Apart from the five years between this release and its predecessor The Black and White Album, what’s different about Lex Hives is the band’s slight sonic mutations – eschewing their fuzzy garage clatter for some shiny power pop fare. So the band sounds slightly like Mott The Hoople, and then I’m forced to listen to hold music that sounds slightly like Mott The Hoople. Don’t you see what’s happening?! Or maybe it is a coincidence and I should leave the conspiracy theories for the tin hat people. Meh.
But at least I’m confident in the connection between Lex Hives and its power pop leanings. No conspiracy theories there, as Nicholaus acknowledges the album’s influences, but suggests that the ‘70s neon swagger has always bubbled away just beneath the band’s surface.
“Yeah, we’ve always liked bands like Cheap Trick, Mott The Hoople and Electric Light Orchestra, along with the heavier rock‘n’roll things that people associate with our sound,” says Arson. “With Lex Hives, some of the songs are more poppy tunes, and there are others that sound like old Hives.
“So a song like My Time Is Coming, that was basically written like a punk song, but then something like Wait A Minute is more like Cheap Trick. When we put out a record, we just play songs we like.”
I point to one song in particular from Lex Hives – Go Right Ahead – that is actually co-credited to Electric Light Orchestra’s bandleader Jeff Lynne, for its similarities to ELO’s Don’t Bring Me Down. As lifted hooks go, it’s not the most flagrant example in rock‘n’roll songwriting, but it was wise to ask for permission first as opposed to waiting for the lawsuit to land. Just ask Noel Gallagher.
“We didn’t actually think about it until the song was done, then we went, ‘Yeah, yeah, it’s pretty similar’,” explains Arson with a laugh. “We could have tried to change chords and meleodies, but we really liked the song so we just ended up sharing the song with Lynne.”
The tale of The Hives is by now well-known, bursting out of the small Swedish town of Fagersta at the start of the 21st Century. Releases like 2004’s Tyrannosaurus Hives rode the ‘new rock’ wave with the likes of The White Stripes and The Strokes, but by that time they were already ten-year veterans of playing in Sweden. Unlike a lot of the bands from that era that burned briefly before fading away, a decade of gang-like camaraderie, experience and trying to crack into the mainstream surely put them in good stead. The Hives have outlived most, if not all, of their contemporaries. The band as a live spectacle onstage continues to be a major drawcard, a force of nature that is difficult to explain and even harder to bottle.
“I’m not even sure if it can be accurately captured…the difference between The Hives live and The Hives on record would be kind of like watching internet porn and having great sex in real life,” Arson says slyly. “It’s like they’re both pretty good, but for different reasons.
“You can try and capture it on film, but it would be kind of hard – you can’t include the sweat and the crowds. The bands I remember seeing when I was really young, they stick in my mind because they were so over the top, and that’s what we try to do. And as [lead singer and brother] Pelle and I got older, we would see more shows. There were no big American acts, but we would take everything. If there was a blues show, we’d go and see that, or a rock show, and we’d derive whatever we could. And that’s a personal experience that’s difficult to replicate with an album or a DVD.”
Difficult, perhaps. But that doesn’t sound like it will stop The Hives from trying. “We were planning on recording a live album for this tour, but we would just run out of time,” Nicholaus explains. Lex Hives is the band’s first self-produced, self-funded and self-released album, having separated from Interscope after The Black and White Album. Arson offers that “it was pretty hard to find time to do everything” with the increase in responsibilities. “But we are also planning on doing something next year – because that will be our 20th anniversary – so maybe we can play a bunch of live shows and pick out the best songs and end up with a greatest hits live album.”
The Hives will return to Australia in the dying days of 2012, clutching a cracking new album underarm, their drawcard status at this year’s Falls Festival almost guaranteed. There are big plans afoot for 2013 as they celebrate their second decade together. While contemporaries fracture into side projects, forced eclecticism and general ambivalence, the thundering prehistoric sounds of The Hives roar out – stronger, louder and with bigger hooks than ever before.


* Work order
Set down every record below exactly as written, but leave out the pictures.

Given records: Begin

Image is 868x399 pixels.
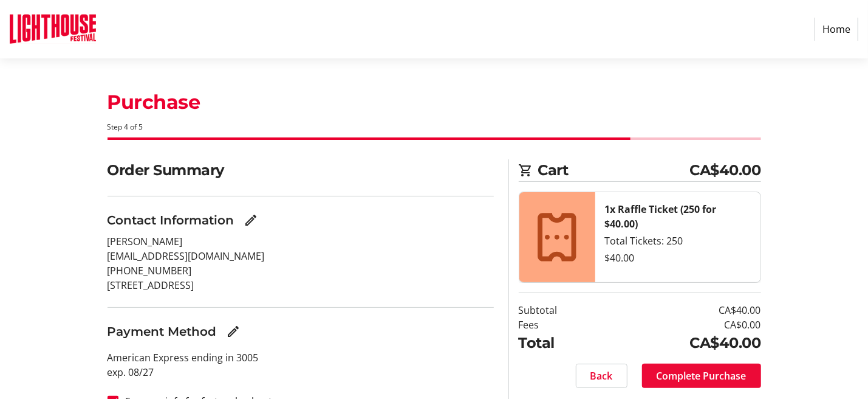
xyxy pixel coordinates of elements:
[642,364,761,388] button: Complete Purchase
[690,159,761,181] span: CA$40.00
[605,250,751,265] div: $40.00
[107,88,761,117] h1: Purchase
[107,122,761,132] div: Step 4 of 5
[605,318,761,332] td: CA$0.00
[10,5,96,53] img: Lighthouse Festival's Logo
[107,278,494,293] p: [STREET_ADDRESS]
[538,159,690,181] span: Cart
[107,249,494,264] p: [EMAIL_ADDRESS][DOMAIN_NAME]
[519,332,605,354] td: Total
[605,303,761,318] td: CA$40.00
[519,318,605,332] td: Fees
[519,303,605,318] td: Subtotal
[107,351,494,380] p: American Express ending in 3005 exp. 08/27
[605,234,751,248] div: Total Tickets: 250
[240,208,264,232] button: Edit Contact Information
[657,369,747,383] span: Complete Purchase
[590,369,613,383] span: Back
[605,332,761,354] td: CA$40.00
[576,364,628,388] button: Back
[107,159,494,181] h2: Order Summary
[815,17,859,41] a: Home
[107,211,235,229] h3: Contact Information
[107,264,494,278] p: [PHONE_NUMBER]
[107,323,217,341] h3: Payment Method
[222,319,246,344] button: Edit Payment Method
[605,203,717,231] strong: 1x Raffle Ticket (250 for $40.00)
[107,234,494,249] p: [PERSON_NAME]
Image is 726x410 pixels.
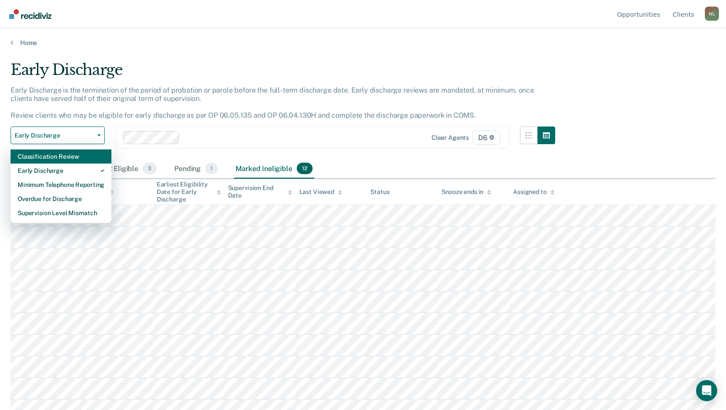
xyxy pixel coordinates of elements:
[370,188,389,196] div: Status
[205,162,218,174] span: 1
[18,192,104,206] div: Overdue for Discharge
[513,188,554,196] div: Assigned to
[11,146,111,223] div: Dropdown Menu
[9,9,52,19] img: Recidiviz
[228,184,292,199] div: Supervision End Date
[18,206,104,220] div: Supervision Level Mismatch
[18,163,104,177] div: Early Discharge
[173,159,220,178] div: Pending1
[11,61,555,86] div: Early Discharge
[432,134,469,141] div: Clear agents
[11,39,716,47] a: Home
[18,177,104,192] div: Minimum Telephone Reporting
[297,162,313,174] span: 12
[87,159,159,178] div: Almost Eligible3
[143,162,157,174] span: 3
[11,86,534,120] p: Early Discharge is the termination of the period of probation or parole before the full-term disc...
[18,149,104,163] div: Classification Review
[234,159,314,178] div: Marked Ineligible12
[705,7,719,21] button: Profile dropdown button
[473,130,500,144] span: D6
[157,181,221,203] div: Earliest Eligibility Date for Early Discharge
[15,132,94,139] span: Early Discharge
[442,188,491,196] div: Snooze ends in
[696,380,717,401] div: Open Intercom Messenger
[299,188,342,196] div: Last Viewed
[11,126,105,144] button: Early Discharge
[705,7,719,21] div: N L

Given records: End

* Reply
Image is 868x399 pixels.
xyxy pixel coordinates of elements:
[642,364,761,388] button: Complete Purchase
[690,159,761,181] span: CA$40.00
[605,250,751,265] div: $40.00
[107,88,761,117] h1: Purchase
[107,122,761,132] div: Step 4 of 5
[605,318,761,332] td: CA$0.00
[10,5,96,53] img: Lighthouse Festival's Logo
[107,278,494,293] p: [STREET_ADDRESS]
[538,159,690,181] span: Cart
[107,249,494,264] p: [EMAIL_ADDRESS][DOMAIN_NAME]
[519,332,605,354] td: Total
[605,303,761,318] td: CA$40.00
[519,318,605,332] td: Fees
[519,303,605,318] td: Subtotal
[107,351,494,380] p: American Express ending in 3005 exp. 08/27
[605,234,751,248] div: Total Tickets: 250
[240,208,264,232] button: Edit Contact Information
[657,369,747,383] span: Complete Purchase
[590,369,613,383] span: Back
[605,332,761,354] td: CA$40.00
[576,364,628,388] button: Back
[107,159,494,181] h2: Order Summary
[815,17,859,41] a: Home
[107,211,235,229] h3: Contact Information
[107,264,494,278] p: [PHONE_NUMBER]
[107,323,217,341] h3: Payment Method
[222,319,246,344] button: Edit Payment Method
[605,203,717,231] strong: 1x Raffle Ticket (250 for $40.00)
[107,234,494,249] p: [PERSON_NAME]
Image is 726x410 pixels.
xyxy pixel coordinates of elements:
[370,188,389,196] div: Status
[205,162,218,174] span: 1
[18,192,104,206] div: Overdue for Discharge
[513,188,554,196] div: Assigned to
[11,146,111,223] div: Dropdown Menu
[9,9,52,19] img: Recidiviz
[228,184,292,199] div: Supervision End Date
[18,206,104,220] div: Supervision Level Mismatch
[18,163,104,177] div: Early Discharge
[173,159,220,178] div: Pending1
[11,61,555,86] div: Early Discharge
[432,134,469,141] div: Clear agents
[11,39,716,47] a: Home
[18,177,104,192] div: Minimum Telephone Reporting
[297,162,313,174] span: 12
[87,159,159,178] div: Almost Eligible3
[143,162,157,174] span: 3
[11,86,534,120] p: Early Discharge is the termination of the period of probation or parole before the full-term disc...
[18,149,104,163] div: Classification Review
[234,159,314,178] div: Marked Ineligible12
[705,7,719,21] button: Profile dropdown button
[473,130,500,144] span: D6
[157,181,221,203] div: Earliest Eligibility Date for Early Discharge
[15,132,94,139] span: Early Discharge
[442,188,491,196] div: Snooze ends in
[696,380,717,401] div: Open Intercom Messenger
[299,188,342,196] div: Last Viewed
[11,126,105,144] button: Early Discharge
[705,7,719,21] div: N L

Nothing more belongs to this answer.